Posted in Books, Hermann Hesse, Magic Mountain, The Glass Bead Game, Thomas Mann

Favourite books–a random list

images (2)

Over the years I have made different lists of favourite books, though the first two would be in every list. Re-posting a list from 2015

1.The Glass Bead Game by HermannHesse.
2. The Magic Mountain by Thomas Mann.
3. Most other books by Hesse and Mann [but not Siddhartha].
4. The Morning and the Evening by Joan Williams.
5. A Multitude of Sins by J A Cuddon.
6. Dibs—in Search of Self by Virginia Axline.
7. Place Mill by Barbara Softly [a children’s book]
8. The Synthesis of Yoga by Sri Aurobindo.
9. Walden by Henry David Thoreau.
10. Europe: A History, by Norman Davies.
11. Cancer Ward by Aleksandr Solzhenitsyn; also The First Circle, and One Day in the Life of Ivan Denisovich by the same author.
12. Zen and the Art of Motorcycle Maintenance by Robert M Pirsig.
13. War and Peace by Leo Tolstoy.
14. Anna Karenina by Leo Tolstoy.
15. Les Miserables by Victor Hugo.
16. All the plays of Henrik Ibsen.
17. The Mahabharata.
18. The Ramayana of Tulasidasa.
19. Manimekhalai
2o. The Golden Treasury [F.T. Palgrave]

Posted in Books, Magic Mountain, Thomas Mann

The Magic Mountain

The original comment

The odd thing is I read The Magic Mountain before I was born….will write about this one day.

What did I mean when I said I read The Magic Mountain before I was born? First, let me write briefly on this, one of my favourite books. Thomas Mann won the Nobel prize for the book in 1929. Set in a sanatorium in the Swiss Alps, the book consists of philosophical discussions on life and death. Outside the sanatorium, life goes on, but within, detached from the world, Hans Castorp and others have nothing to do but talk, until they are either cured or they die. I add a quote from the book, to reveal its dense and profound character.
‘Herr Settembrini listened attentively, legs and arms crossed, daintily stroking with the toothpick his flowing moustaches.
“It is remarkable,” he said. ‘A man cannot make general observations to any extent, on any subject, without betraying himself, without introducing his entire individuality, and presenting as in an allegory, the fundamental themes and problems of his own existence.”‘
I believe Settembrini was right. In our blogs or other writings, we may not write about ourselves, yet we do reveal who we are.
To get back to the comment– Actually I first read this book when I was fifteen. I immediately loved the book, and more than that, every scene in it seemed to be something I had lived through, something totally familiar. It was as if, even before I read it, I knew what was to come. I knew every aspect of those cold snowy mountains. Equally well, I knew I had not read the book before.
I had hardly lived in the mountains, but I was born on one. And I came to know that my mother read this book on that mountain, before and after my birth.
A mystery–could I read through her? And how did I remember? Mountains create such mysteries.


• [Exercise details]
The records below must be transcribed precisely and in full.

**** Data excerpts

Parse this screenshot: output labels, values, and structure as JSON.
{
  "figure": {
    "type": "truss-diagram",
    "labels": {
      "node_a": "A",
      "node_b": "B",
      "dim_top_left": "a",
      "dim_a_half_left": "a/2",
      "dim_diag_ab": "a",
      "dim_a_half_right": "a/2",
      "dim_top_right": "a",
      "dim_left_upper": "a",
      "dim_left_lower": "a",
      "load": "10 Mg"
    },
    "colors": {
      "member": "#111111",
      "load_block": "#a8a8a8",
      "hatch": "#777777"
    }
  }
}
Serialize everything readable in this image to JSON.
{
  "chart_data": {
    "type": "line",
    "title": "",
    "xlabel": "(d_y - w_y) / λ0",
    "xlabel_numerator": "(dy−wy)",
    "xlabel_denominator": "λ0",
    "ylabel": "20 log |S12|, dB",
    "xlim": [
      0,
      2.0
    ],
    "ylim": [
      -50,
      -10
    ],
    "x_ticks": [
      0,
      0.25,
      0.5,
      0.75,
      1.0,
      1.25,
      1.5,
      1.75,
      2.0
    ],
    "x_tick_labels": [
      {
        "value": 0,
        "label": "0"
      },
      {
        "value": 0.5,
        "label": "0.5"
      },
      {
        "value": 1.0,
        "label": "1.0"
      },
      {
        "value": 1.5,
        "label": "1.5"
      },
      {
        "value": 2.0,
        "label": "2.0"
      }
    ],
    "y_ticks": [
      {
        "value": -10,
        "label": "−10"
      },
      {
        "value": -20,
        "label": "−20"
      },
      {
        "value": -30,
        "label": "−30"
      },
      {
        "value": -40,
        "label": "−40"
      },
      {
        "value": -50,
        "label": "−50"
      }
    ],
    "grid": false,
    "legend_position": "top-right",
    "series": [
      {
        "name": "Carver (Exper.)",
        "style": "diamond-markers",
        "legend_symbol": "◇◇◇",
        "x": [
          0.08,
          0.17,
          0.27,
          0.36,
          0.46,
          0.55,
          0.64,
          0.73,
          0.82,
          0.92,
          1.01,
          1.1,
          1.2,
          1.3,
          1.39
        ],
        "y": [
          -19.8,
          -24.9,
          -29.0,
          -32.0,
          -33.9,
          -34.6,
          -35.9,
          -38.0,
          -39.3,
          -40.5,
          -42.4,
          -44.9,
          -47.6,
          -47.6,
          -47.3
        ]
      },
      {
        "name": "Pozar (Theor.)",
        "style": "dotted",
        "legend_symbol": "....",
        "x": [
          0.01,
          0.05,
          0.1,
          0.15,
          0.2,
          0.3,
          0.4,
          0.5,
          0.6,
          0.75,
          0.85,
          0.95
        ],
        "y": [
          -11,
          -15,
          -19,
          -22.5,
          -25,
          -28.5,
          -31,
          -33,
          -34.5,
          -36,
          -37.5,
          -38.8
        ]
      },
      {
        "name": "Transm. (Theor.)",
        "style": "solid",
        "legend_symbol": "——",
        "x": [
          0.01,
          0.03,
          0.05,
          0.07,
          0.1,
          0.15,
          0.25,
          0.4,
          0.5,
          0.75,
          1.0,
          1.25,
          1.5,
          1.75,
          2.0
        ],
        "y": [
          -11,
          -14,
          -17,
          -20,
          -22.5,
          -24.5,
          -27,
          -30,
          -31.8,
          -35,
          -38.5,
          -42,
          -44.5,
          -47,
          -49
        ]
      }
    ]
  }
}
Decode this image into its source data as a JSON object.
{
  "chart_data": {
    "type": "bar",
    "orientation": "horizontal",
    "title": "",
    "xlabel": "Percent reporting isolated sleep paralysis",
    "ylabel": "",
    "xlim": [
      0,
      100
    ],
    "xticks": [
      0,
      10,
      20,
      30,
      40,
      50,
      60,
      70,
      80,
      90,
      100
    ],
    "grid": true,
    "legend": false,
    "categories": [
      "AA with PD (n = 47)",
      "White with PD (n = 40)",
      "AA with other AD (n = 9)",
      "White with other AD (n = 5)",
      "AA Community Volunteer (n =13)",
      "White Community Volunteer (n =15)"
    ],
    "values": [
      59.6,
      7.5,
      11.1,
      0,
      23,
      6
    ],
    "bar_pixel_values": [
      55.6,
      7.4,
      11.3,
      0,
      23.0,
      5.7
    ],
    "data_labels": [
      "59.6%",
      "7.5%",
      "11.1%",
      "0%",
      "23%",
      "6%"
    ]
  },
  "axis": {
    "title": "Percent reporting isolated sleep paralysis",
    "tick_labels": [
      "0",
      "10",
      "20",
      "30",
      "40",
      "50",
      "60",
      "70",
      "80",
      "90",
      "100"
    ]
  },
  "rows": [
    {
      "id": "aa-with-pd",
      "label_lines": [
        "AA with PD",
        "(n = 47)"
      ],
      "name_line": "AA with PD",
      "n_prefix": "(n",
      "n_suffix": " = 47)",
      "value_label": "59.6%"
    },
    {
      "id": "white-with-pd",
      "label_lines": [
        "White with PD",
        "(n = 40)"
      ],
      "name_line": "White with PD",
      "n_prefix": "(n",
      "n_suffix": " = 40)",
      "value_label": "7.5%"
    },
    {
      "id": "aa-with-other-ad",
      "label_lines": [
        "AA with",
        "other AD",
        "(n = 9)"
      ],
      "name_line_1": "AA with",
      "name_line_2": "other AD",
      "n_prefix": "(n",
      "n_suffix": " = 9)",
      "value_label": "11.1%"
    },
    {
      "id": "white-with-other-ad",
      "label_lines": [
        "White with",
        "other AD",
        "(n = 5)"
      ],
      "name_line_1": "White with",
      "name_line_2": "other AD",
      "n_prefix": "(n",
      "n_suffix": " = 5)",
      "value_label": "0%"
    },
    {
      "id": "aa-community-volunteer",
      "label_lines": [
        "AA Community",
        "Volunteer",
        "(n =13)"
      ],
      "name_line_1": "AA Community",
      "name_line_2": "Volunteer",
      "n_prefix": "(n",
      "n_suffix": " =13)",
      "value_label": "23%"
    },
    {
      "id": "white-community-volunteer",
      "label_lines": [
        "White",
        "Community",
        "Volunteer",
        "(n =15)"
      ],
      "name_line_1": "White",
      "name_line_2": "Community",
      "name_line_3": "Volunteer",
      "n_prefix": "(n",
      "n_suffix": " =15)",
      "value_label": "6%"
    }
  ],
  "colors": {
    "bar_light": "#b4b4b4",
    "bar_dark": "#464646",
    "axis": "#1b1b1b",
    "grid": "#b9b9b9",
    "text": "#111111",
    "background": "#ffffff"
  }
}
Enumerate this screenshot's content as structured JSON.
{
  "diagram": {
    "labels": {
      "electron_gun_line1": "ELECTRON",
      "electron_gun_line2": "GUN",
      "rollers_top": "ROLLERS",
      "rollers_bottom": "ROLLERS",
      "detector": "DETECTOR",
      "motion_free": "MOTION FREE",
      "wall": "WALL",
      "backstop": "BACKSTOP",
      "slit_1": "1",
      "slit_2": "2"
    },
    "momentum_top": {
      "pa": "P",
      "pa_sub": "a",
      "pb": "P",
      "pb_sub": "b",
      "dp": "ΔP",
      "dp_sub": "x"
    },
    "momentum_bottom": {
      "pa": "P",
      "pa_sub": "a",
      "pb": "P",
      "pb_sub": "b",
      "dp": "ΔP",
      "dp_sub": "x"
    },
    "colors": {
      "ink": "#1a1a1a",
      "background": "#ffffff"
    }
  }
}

********

• [Task solution]
Parse this screenshot: output labels, values, and structure as JSON.
{
  "figure": {
    "type": "truss-diagram",
    "labels": {
      "node_a": "A",
      "node_b": "B",
      "dim_top_left": "a",
      "dim_a_half_left": "a/2",
      "dim_diag_ab": "a",
      "dim_a_half_right": "a/2",
      "dim_top_right": "a",
      "dim_left_upper": "a",
      "dim_left_lower": "a",
      "load": "10 Mg"
    },
    "colors": {
      "member": "#111111",
      "load_block": "#a8a8a8",
      "hatch": "#777777"
    }
  }
}
Serialize everything readable in this image to JSON.
{
  "chart_data": {
    "type": "line",
    "title": "",
    "xlabel": "(d_y - w_y) / λ0",
    "xlabel_numerator": "(dy−wy)",
    "xlabel_denominator": "λ0",
    "ylabel": "20 log |S12|, dB",
    "xlim": [
      0,
      2.0
    ],
    "ylim": [
      -50,
      -10
    ],
    "x_ticks": [
      0,
      0.25,
      0.5,
      0.75,
      1.0,
      1.25,
      1.5,
      1.75,
      2.0
    ],
    "x_tick_labels": [
      {
        "value": 0,
        "label": "0"
      },
      {
        "value": 0.5,
        "label": "0.5"
      },
      {
        "value": 1.0,
        "label": "1.0"
      },
      {
        "value": 1.5,
        "label": "1.5"
      },
      {
        "value": 2.0,
        "label": "2.0"
      }
    ],
    "y_ticks": [
      {
        "value": -10,
        "label": "−10"
      },
      {
        "value": -20,
        "label": "−20"
      },
      {
        "value": -30,
        "label": "−30"
      },
      {
        "value": -40,
        "label": "−40"
      },
      {
        "value": -50,
        "label": "−50"
      }
    ],
    "grid": false,
    "legend_position": "top-right",
    "series": [
      {
        "name": "Carver (Exper.)",
        "style": "diamond-markers",
        "legend_symbol": "◇◇◇",
        "x": [
          0.08,
          0.17,
          0.27,
          0.36,
          0.46,
          0.55,
          0.64,
          0.73,
          0.82,
          0.92,
          1.01,
          1.1,
          1.2,
          1.3,
          1.39
        ],
        "y": [
          -19.8,
          -24.9,
          -29.0,
          -32.0,
          -33.9,
          -34.6,
          -35.9,
          -38.0,
          -39.3,
          -40.5,
          -42.4,
          -44.9,
          -47.6,
          -47.6,
          -47.3
        ]
      },
      {
        "name": "Pozar (Theor.)",
        "style": "dotted",
        "legend_symbol": "....",
        "x": [
          0.01,
          0.05,
          0.1,
          0.15,
          0.2,
          0.3,
          0.4,
          0.5,
          0.6,
          0.75,
          0.85,
          0.95
        ],
        "y": [
          -11,
          -15,
          -19,
          -22.5,
          -25,
          -28.5,
          -31,
          -33,
          -34.5,
          -36,
          -37.5,
          -38.8
        ]
      },
      {
        "name": "Transm. (Theor.)",
        "style": "solid",
        "legend_symbol": "——",
        "x": [
          0.01,
          0.03,
          0.05,
          0.07,
          0.1,
          0.15,
          0.25,
          0.4,
          0.5,
          0.75,
          1.0,
          1.25,
          1.5,
          1.75,
          2.0
        ],
        "y": [
          -11,
          -14,
          -17,
          -20,
          -22.5,
          -24.5,
          -27,
          -30,
          -31.8,
          -35,
          -38.5,
          -42,
          -44.5,
          -47,
          -49
        ]
      }
    ]
  }
}
Decode this image into its source data as a JSON object.
{
  "chart_data": {
    "type": "bar",
    "orientation": "horizontal",
    "title": "",
    "xlabel": "Percent reporting isolated sleep paralysis",
    "ylabel": "",
    "xlim": [
      0,
      100
    ],
    "xticks": [
      0,
      10,
      20,
      30,
      40,
      50,
      60,
      70,
      80,
      90,
      100
    ],
    "grid": true,
    "legend": false,
    "categories": [
      "AA with PD (n = 47)",
      "White with PD (n = 40)",
      "AA with other AD (n = 9)",
      "White with other AD (n = 5)",
      "AA Community Volunteer (n =13)",
      "White Community Volunteer (n =15)"
    ],
    "values": [
      59.6,
      7.5,
      11.1,
      0,
      23,
      6
    ],
    "bar_pixel_values": [
      55.6,
      7.4,
      11.3,
      0,
      23.0,
      5.7
    ],
    "data_labels": [
      "59.6%",
      "7.5%",
      "11.1%",
      "0%",
      "23%",
      "6%"
    ]
  },
  "axis": {
    "title": "Percent reporting isolated sleep paralysis",
    "tick_labels": [
      "0",
      "10",
      "20",
      "30",
      "40",
      "50",
      "60",
      "70",
      "80",
      "90",
      "100"
    ]
  },
  "rows": [
    {
      "id": "aa-with-pd",
      "label_lines": [
        "AA with PD",
        "(n = 47)"
      ],
      "name_line": "AA with PD",
      "n_prefix": "(n",
      "n_suffix": " = 47)",
      "value_label": "59.6%"
    },
    {
      "id": "white-with-pd",
      "label_lines": [
        "White with PD",
        "(n = 40)"
      ],
      "name_line": "White with PD",
      "n_prefix": "(n",
      "n_suffix": " = 40)",
      "value_label": "7.5%"
    },
    {
      "id": "aa-with-other-ad",
      "label_lines": [
        "AA with",
        "other AD",
        "(n = 9)"
      ],
      "name_line_1": "AA with",
      "name_line_2": "other AD",
      "n_prefix": "(n",
      "n_suffix": " = 9)",
      "value_label": "11.1%"
    },
    {
      "id": "white-with-other-ad",
      "label_lines": [
        "White with",
        "other AD",
        "(n = 5)"
      ],
      "name_line_1": "White with",
      "name_line_2": "other AD",
      "n_prefix": "(n",
      "n_suffix": " = 5)",
      "value_label": "0%"
    },
    {
      "id": "aa-community-volunteer",
      "label_lines": [
        "AA Community",
        "Volunteer",
        "(n =13)"
      ],
      "name_line_1": "AA Community",
      "name_line_2": "Volunteer",
      "n_prefix": "(n",
      "n_suffix": " =13)",
      "value_label": "23%"
    },
    {
      "id": "white-community-volunteer",
      "label_lines": [
        "White",
        "Community",
        "Volunteer",
        "(n =15)"
      ],
      "name_line_1": "White",
      "name_line_2": "Community",
      "name_line_3": "Volunteer",
      "n_prefix": "(n",
      "n_suffix": " =15)",
      "value_label": "6%"
    }
  ],
  "colors": {
    "bar_light": "#b4b4b4",
    "bar_dark": "#464646",
    "axis": "#1b1b1b",
    "grid": "#b9b9b9",
    "text": "#111111",
    "background": "#ffffff"
  }
}
Enumerate this screenshot's content as structured JSON.
{
  "diagram": {
    "labels": {
      "electron_gun_line1": "ELECTRON",
      "electron_gun_line2": "GUN",
      "rollers_top": "ROLLERS",
      "rollers_bottom": "ROLLERS",
      "detector": "DETECTOR",
      "motion_free": "MOTION FREE",
      "wall": "WALL",
      "backstop": "BACKSTOP",
      "slit_1": "1",
      "slit_2": "2"
    },
    "momentum_top": {
      "pa": "P",
      "pa_sub": "a",
      "pb": "P",
      "pb_sub": "b",
      "dp": "ΔP",
      "dp_sub": "x"
    },
    "momentum_bottom": {
      "pa": "P",
      "pa_sub": "a",
      "pb": "P",
      "pb_sub": "b",
      "dp": "ΔP",
      "dp_sub": "x"
    },
    "colors": {
      "ink": "#1a1a1a",
      "background": "#ffffff"
    }
  }
}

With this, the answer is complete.